Issue (i): Whether the assessment and reassessment made on a dissolved firm could be sustained after the retrospective insertion of section 19-A into the Tamil Nadu General Sales Tax Act, 1959.
Analysis: The retrospective amendment inserted section 19-A with effect from the commencement of the principal Act and provided that, where a firm is dissolved, tax payable for the period up to dissolution shall be assessed as if no dissolution had taken place. The validating provision further declared that taxes levied or collected under the principal Act before the amendment shall be deemed to have been validly levied and collected. The assessment and reassessment proceedings were still pending in appeal and had not reached finality when the amendment came into force. A retrospective amendment of this nature applies to pending proceedings and removes the basis of the earlier invalidity.
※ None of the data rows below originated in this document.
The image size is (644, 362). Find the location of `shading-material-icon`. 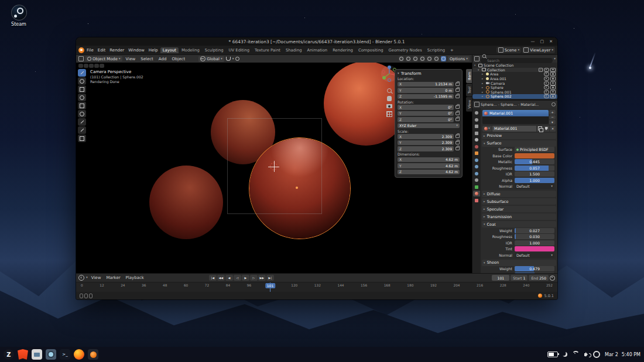

shading-material-icon is located at coordinates (437, 58).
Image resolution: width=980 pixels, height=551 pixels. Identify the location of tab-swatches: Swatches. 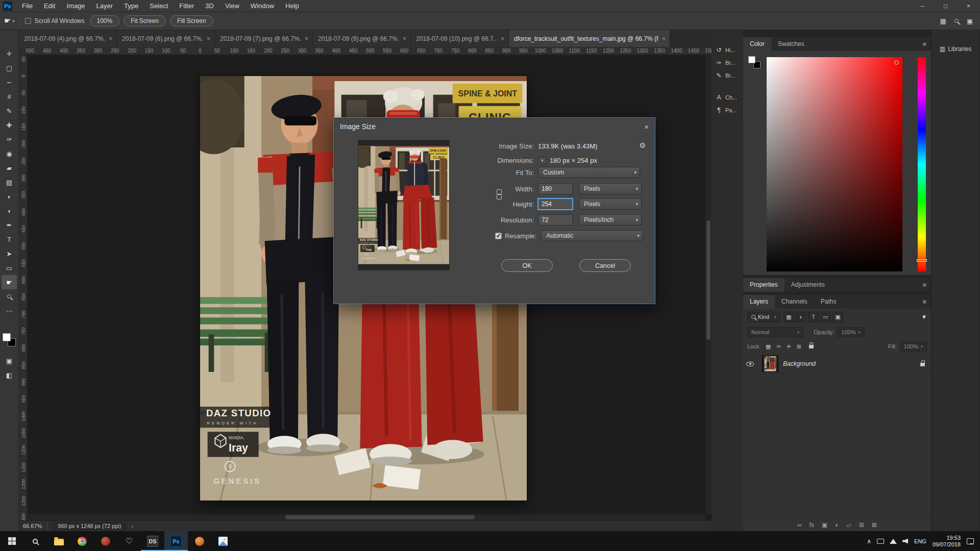
(791, 44).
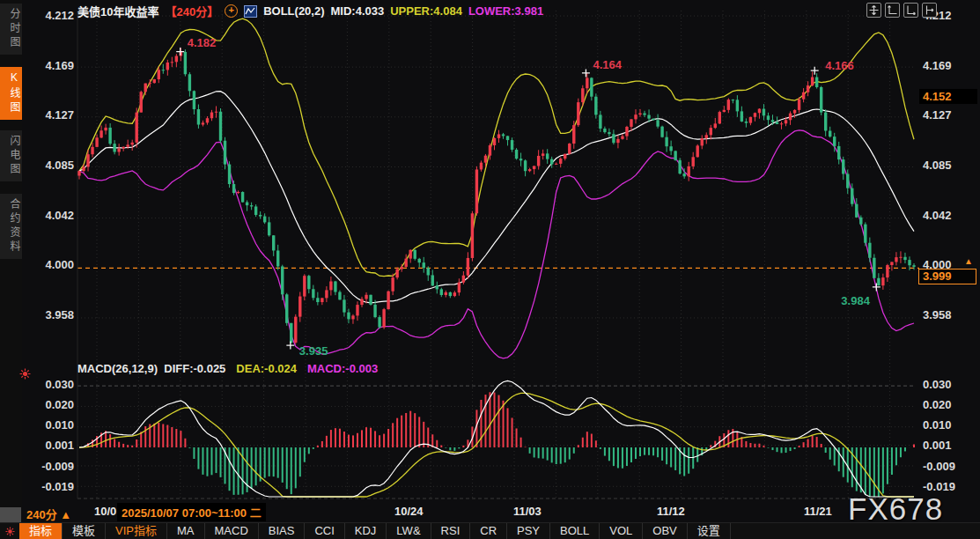 This screenshot has height=539, width=980. What do you see at coordinates (324, 531) in the screenshot?
I see `toolbar-item-cci: CCI` at bounding box center [324, 531].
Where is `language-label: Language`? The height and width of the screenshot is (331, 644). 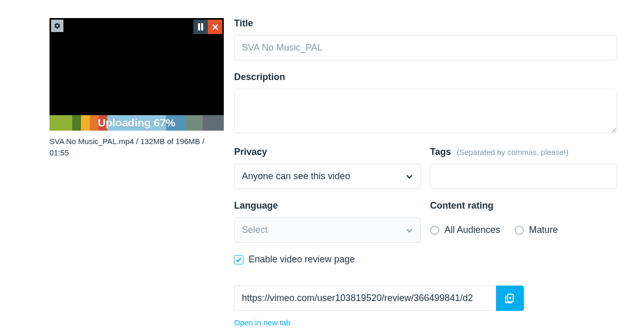
language-label: Language is located at coordinates (327, 206).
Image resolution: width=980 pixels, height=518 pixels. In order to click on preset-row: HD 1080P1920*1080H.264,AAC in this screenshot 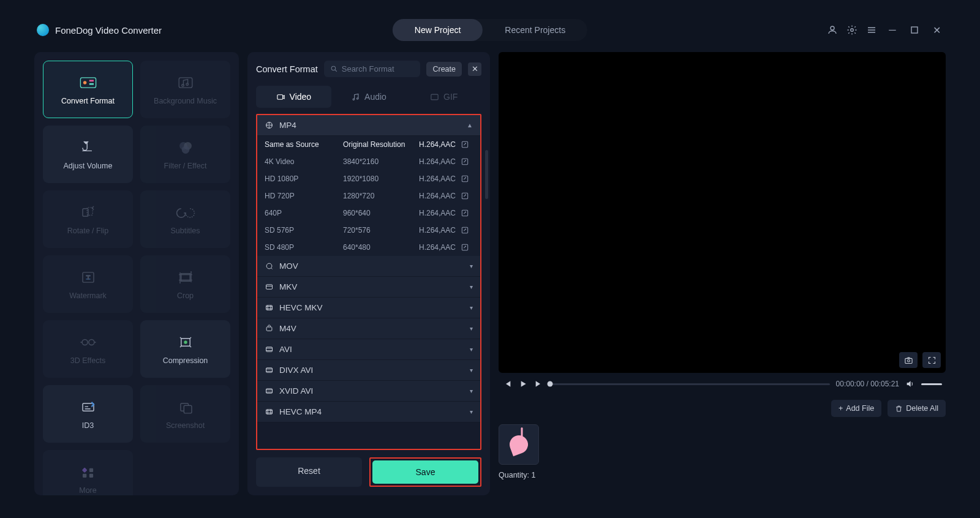, I will do `click(369, 179)`.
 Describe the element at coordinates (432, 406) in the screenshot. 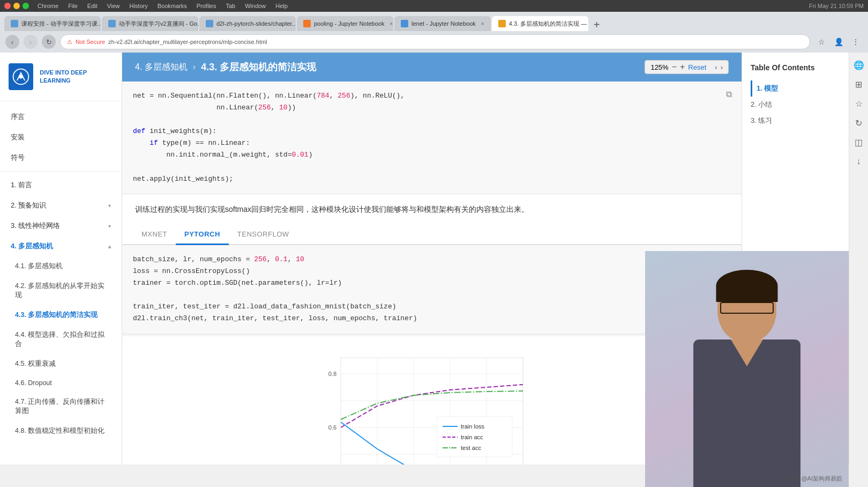

I see `chart-wrapper: 0.4 0.6 0.8 2 4 6 8 10 epoch` at that location.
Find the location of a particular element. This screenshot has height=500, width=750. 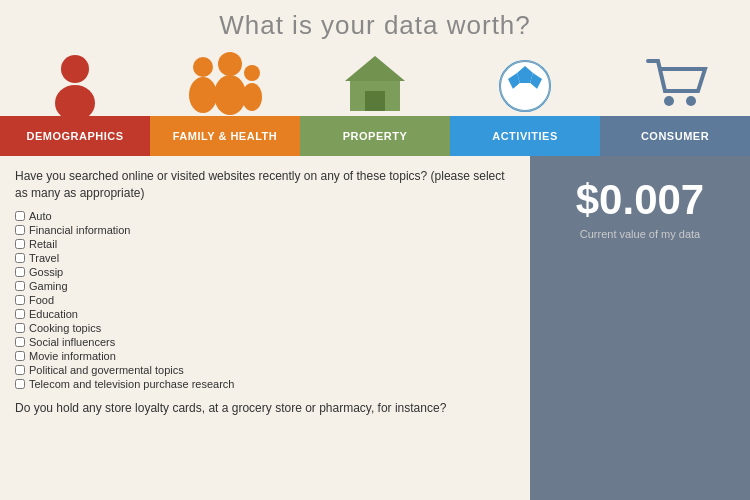

data-label: Current value of my data is located at coordinates (640, 234).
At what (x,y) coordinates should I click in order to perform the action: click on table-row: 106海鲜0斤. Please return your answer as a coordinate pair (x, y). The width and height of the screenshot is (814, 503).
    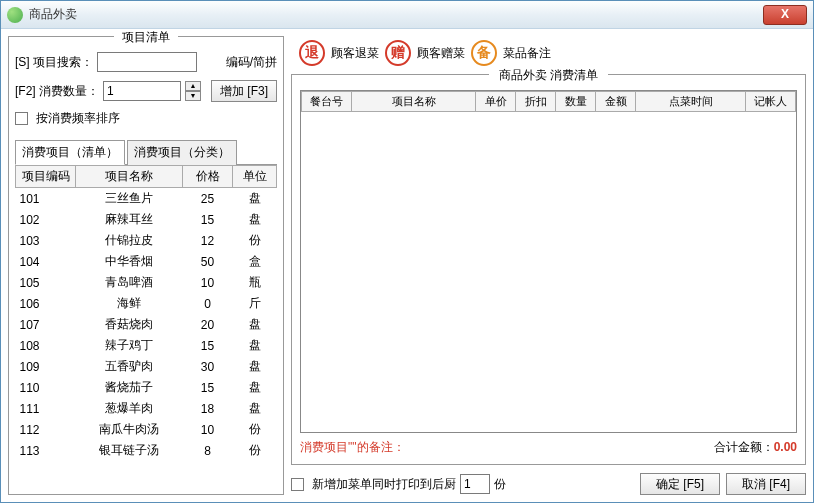
    Looking at the image, I should click on (146, 304).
Conclusion: The assessments and reassessments on the dissolved firm were valid and sustainable.
Issue (ii): Whether the penalties levied on the dissolved firm were validated and enforceable under the amended law.
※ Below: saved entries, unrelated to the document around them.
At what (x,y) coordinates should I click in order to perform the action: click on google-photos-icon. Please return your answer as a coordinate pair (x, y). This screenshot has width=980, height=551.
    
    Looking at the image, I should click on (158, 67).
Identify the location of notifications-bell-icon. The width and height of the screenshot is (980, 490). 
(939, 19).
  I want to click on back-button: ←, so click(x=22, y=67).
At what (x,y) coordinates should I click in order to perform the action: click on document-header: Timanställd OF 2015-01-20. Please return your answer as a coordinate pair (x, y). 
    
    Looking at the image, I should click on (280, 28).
Analysis: Section 19-A expressly makes partners jointly and severally liable for tax, penalty, or other amounts payable under the Act notwithstanding dissolution. Since the proceedings were pending when the retrospective amendment came into force, the amended provision governed the matter. The Court held that it was unnecessary to decide whether the validating language in section 5, standing alone, extended to penalty, because section 19-A itself applied to the pending proceedings and covered penalty liability as well.
Conclusion: The penalties levied on the dissolved firm were valid and enforceable.
Final Conclusion: The retrospective amendment cured the defect of lack of statutory authority to proceed against a dissolved firm, and both the tax assessments and the penalties survived. The petitions were dismissed.
Ratio Decidendi: A retrospective validating amendment to a taxing statute applies to pending proceedings and can sustain assessments and penalty proceedings against a dissolved firm by removing the original basis of invalidity.